Yelp Defamation Facebook Page
http://www.facebook.com/pages/Yelp-Defamat…
Isn’t that called extortion? Protection racketeering? The site is obviously NOT for consumer benefit, just another place all about making money from advertising. No wonder I rarely see much more than whining when I bother to read reviews on their site… likely from other local stores in competition for the same business…
I am A small bussiness owner as well. I just started my company this year, and already I have 5 great comments! Too bad they are all filtered. I even lost the comment that was on my yelp page for three months after I never retured yelps phone calls about advertising. I actually have a phone meeting with them tomorrow about advertising for $350 a month, but now that I see how they operate I will look else where.
Yelp blows. Who has the time and patience to sit through a six-paragraph, blow-by-blow retelling of one individual’s visit to Baja Fresh? If I want to try a place, I try it. If it sucks, I don’t go back. I don’t need Yelp to tell me where to go.
Why did you do an article based on a business in Everett, Washington and not Tucson? In my eye the Yelp fliter works. All of those reviews were in a very short time period, and really is a matress store so interesting that it would populate 34 reviews in a week? All 34 reviews were from people with that being their only review, most had no pictures and two of the reviews were from Stewart himself-which is a violation of the content guidelines.
Nice job plagiarizing!!!!!!!!!!! This article was written by the Seattle Times 8/2/2012! http://seattletimes.nwsource.com/html/businesstechnology/2018837016_yelp03.html
“But while Yelp is growing, Mattress City’s Patey said his business is suffering. “We are being sabotaged because we are not interested in paying $350 a month,” he said.
Patey said he had several months of positive reviews last summer, but a couple days after he rejected a Yelp salesperson’s pitch about advertising on the site, he saw his positive reviews disappear, leaving one negative review at the top of his company’s Yelp page.

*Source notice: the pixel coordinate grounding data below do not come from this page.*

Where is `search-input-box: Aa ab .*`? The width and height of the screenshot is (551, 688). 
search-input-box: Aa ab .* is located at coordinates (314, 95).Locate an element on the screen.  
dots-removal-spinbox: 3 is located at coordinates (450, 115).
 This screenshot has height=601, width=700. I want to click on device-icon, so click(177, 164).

He was also threatened by a Yelp employee, he said. On the last of several phone calls in which Patey asked why he needed the advertising if he already had positive reviews, the salesperson told him,”You are about to find out,” and hung up on him, Patey said. After that, Mattress City didn’t have a positive review on its page for five months, he said.
Today his Yelp page displays two negative reviews and one positive — even though there are 35 additional filtered reviews, 32 of which carry five stars. But readers can only access those other reviews by clicking on a nearly invisible link at the bottom of the page called “35 Filtered” and passing the distorted-text security measure.” By Johanna Somers
Truth: You perhaps haven’t read a blog before, but we’re quoting that article, hence the indent and the link to the Seattle Times article in the introductory paragraph.

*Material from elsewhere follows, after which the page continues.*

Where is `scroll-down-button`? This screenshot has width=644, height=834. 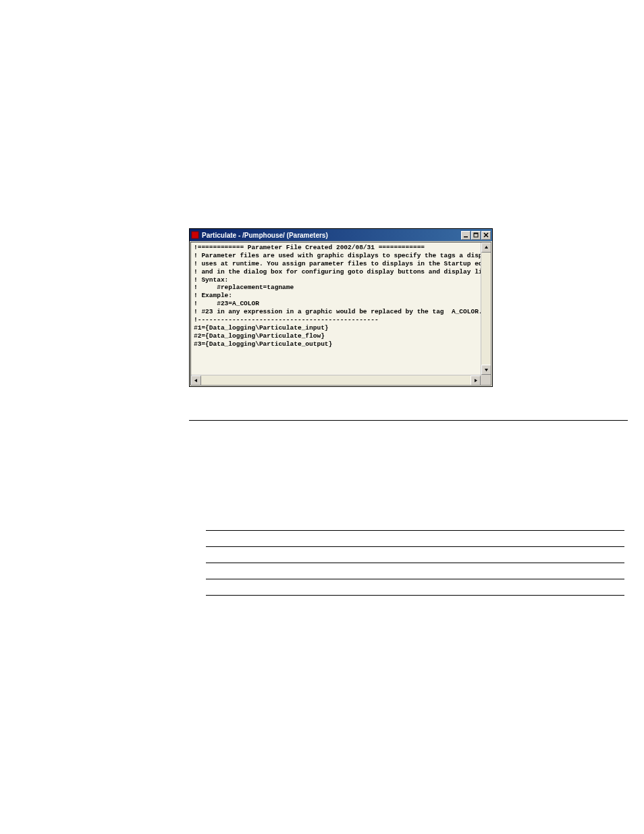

when I read about mattress city being subjected to the spam filter, I was not surprised to find out that most of the reviews were written on the same day by brand new users (unestablished), and one of them was a blatant “self-review” by Stewart P, the owner of the store also goes by the name Stewart.
The spam filter is overreaching and at times makes mistakes. However, I am very glad the spam filter is doing its job and putting off these people that try to manipulate their own ratings in such a way blatantly against the yelp rules.